October 16, 2012

(Re)Flag USA: Project 2 / MGMT. design

Over the next month leading up to the presidential election, four separate designers/design firms will tackle the not-so-small problem of rebranding the United States. A more detailed post on this project series can be read here. Last week was Jeremy Mende / MendeDesign. This week: MGMT. design from Brooklyn, NY.

Is there anything more American than the American flag?

As any American school kid knows, the stars and stripes are not merely decorative. Each element in the flag represents information: 13 horizontal strips represent the 13 original colonies and 50 stars stand for the 50 states. While our flag is directly representational of both our colonial history and our modern identity, its information has become static and inflexible.

Using the American flag as the formal foundation, MGMT. created 50 new flags that are based the current conditions of a changing nation. These new standards utilize data visualization in a heraldic form to reveal facts about our country, from the obvious to the sublime: 1 in 32 Americans are in prison, 3.2 percent of us are vegetarian, and 1 in 4 of us has been on TV. While sometimes superficial, these new metrics reveal aspects of America that go deeper than traditional patriotic symbols.

Freedom has always been America’s primary brand attribute. Imagine a country where individual expression includes the creation of a personal flag for every citizen or like-minded group. This could be just the beginning.

Re:flag yourself.

View all flags with accompanying explanations here.

MGMT. design is a collaborative woman-owned graphic design studio based in Brooklyn, New York. MGMT. has extensive experience in print, branding, exhibition and environment design, packaging, information and web design. The principals of MGMT. are Alicia Cheng and Sarah Gephart.

Alicia Cheng is a founding partner of MGMT. and has extensive exhibition design experience as well as brand and interactive design. She has worked as a senior designer for Method, New York and was the co-design director at the Cooper-Hewitt, National Design Museum. She served as a lecturer and frequent visiting critic at Yale University and was a lecturer at the Rhode Island School of Design and the Maryland Institute College of Art. Alicia received her BA from Barnard College and her MFA from Yale University.

Sarah Gephart was a senior designer and project manager at the New York design firm 2×4 prior to joining MGMT. There, she worked on numerous branding, collateral, interactive and book projects for cultural clients. Before 2×4, she worked at several New York City design firms. Sarah teaches at Parsons School of Design and was a lecturer at the Maryland Institute College of Art. Sarah received her BA from Oberlin College and her MFA from Yale University.

Comments (6)

  • When you click on the link you are taken to a Japanese page.

  • Agree w/ @James. Can’t tell whether the red center is less than a third than the white, unless the plastic surgery amount is supposed to include the red space, too. I’d have to do math, measure, etc., and that defeats the purpose, right?

    The concept works beautifully, though.

  • Nice idea. The NASA/Plastic surgery comparison is a nice one. It’s hard to get a clear idea of how much larger the area of one circle is than another, though.

  • Looks more like simplistic infographics, rather than national’s flag. Most of the info is a social commentary of recent events and not really representative of America in a long term.

  • Brava, Mgmt! I love them. I think “the Big House” may be my favorite, but it looks like this was a lot of fun to work on.

  • Love the whole thing. I can see a new visual language, merging symbols
    and information. I like the fact the flags made me see the description
    again and again. Of course they are quite lovely to my eyes too.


- [Exercise prompt] Below are the entries; return every line among them that holds the word "plot".
[Start of Attachment]
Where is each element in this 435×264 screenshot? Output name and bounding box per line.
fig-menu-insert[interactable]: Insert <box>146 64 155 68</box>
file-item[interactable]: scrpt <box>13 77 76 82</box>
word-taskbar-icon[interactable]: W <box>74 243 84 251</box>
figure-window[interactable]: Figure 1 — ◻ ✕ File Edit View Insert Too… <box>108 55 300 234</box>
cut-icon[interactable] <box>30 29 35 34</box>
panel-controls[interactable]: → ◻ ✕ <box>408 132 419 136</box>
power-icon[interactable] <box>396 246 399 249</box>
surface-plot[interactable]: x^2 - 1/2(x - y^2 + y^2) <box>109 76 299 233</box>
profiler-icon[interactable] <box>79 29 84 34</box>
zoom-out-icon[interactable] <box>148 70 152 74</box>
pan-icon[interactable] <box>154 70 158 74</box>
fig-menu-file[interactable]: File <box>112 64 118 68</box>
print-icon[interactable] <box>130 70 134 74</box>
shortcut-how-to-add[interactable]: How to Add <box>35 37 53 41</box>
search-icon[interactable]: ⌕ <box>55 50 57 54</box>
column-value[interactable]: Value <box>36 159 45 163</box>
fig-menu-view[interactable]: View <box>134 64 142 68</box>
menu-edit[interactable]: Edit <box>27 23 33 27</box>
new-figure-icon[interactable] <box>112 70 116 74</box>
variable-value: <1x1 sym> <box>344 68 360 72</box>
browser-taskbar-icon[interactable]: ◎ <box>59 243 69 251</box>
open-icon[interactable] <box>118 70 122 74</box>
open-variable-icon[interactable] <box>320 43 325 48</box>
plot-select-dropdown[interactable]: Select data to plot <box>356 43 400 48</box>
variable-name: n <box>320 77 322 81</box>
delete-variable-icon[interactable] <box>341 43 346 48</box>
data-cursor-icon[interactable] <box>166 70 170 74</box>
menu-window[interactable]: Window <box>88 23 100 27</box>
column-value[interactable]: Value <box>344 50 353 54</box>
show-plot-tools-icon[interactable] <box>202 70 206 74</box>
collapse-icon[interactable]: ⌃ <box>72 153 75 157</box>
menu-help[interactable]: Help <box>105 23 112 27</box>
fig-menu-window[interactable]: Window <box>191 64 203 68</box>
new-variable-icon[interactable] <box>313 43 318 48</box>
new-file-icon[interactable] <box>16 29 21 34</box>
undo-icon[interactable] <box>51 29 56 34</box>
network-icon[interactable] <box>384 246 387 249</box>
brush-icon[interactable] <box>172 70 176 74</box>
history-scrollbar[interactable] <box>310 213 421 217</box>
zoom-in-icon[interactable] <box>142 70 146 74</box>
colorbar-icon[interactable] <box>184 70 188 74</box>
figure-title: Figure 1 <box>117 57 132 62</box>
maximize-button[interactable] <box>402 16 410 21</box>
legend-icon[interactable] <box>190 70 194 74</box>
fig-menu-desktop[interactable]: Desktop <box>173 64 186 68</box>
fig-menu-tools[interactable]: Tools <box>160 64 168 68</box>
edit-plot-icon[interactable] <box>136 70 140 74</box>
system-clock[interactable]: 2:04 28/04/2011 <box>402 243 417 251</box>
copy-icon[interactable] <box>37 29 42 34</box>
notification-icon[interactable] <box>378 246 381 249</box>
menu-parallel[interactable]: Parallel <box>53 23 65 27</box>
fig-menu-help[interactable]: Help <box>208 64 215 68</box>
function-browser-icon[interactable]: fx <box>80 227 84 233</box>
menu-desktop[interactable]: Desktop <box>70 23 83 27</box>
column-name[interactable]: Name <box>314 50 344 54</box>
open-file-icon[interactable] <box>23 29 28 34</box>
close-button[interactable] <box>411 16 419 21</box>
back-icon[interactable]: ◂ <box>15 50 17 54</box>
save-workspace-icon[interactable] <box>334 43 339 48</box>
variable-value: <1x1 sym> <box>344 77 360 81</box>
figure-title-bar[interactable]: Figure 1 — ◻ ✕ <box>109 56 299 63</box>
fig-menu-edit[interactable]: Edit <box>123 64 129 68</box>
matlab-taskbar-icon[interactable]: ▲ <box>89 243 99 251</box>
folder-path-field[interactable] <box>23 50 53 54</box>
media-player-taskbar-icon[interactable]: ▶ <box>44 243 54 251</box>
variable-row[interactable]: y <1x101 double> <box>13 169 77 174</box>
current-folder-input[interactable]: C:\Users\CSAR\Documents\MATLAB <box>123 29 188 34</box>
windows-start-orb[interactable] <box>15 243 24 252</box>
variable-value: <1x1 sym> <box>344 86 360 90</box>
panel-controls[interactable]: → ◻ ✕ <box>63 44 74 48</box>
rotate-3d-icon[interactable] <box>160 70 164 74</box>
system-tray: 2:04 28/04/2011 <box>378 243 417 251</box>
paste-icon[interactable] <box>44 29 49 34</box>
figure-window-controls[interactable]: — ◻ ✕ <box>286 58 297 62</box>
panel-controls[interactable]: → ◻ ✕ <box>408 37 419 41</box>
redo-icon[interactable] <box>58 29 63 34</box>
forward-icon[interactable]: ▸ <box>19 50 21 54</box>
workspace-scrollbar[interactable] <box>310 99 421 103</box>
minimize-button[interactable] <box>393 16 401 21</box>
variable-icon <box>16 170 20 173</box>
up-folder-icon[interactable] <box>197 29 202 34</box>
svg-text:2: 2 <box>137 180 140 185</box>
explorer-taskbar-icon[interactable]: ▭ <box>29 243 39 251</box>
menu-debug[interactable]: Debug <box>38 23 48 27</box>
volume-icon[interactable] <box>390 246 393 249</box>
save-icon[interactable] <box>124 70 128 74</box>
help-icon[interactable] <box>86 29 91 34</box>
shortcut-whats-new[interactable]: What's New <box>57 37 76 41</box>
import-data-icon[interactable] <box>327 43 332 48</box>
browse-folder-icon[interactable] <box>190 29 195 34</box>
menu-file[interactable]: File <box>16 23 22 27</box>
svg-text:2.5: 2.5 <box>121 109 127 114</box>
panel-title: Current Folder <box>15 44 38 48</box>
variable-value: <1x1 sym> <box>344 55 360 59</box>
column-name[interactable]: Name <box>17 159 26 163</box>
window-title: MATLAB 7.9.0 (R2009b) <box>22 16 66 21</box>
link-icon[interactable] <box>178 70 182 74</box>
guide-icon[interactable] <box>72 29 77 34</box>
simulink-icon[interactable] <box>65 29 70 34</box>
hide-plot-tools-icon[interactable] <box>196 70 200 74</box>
[End of Attachment]
- [Task response]
surface-plot[interactable]: x^2 - 1/2(x - y^2 + y^2) <box>109 76 299 233</box>
plot-select-dropdown[interactable]: Select data to plot <box>356 43 400 48</box>
show-plot-tools-icon[interactable] <box>202 70 206 74</box>
edit-plot-icon[interactable] <box>136 70 140 74</box>
hide-plot-tools-icon[interactable] <box>196 70 200 74</box>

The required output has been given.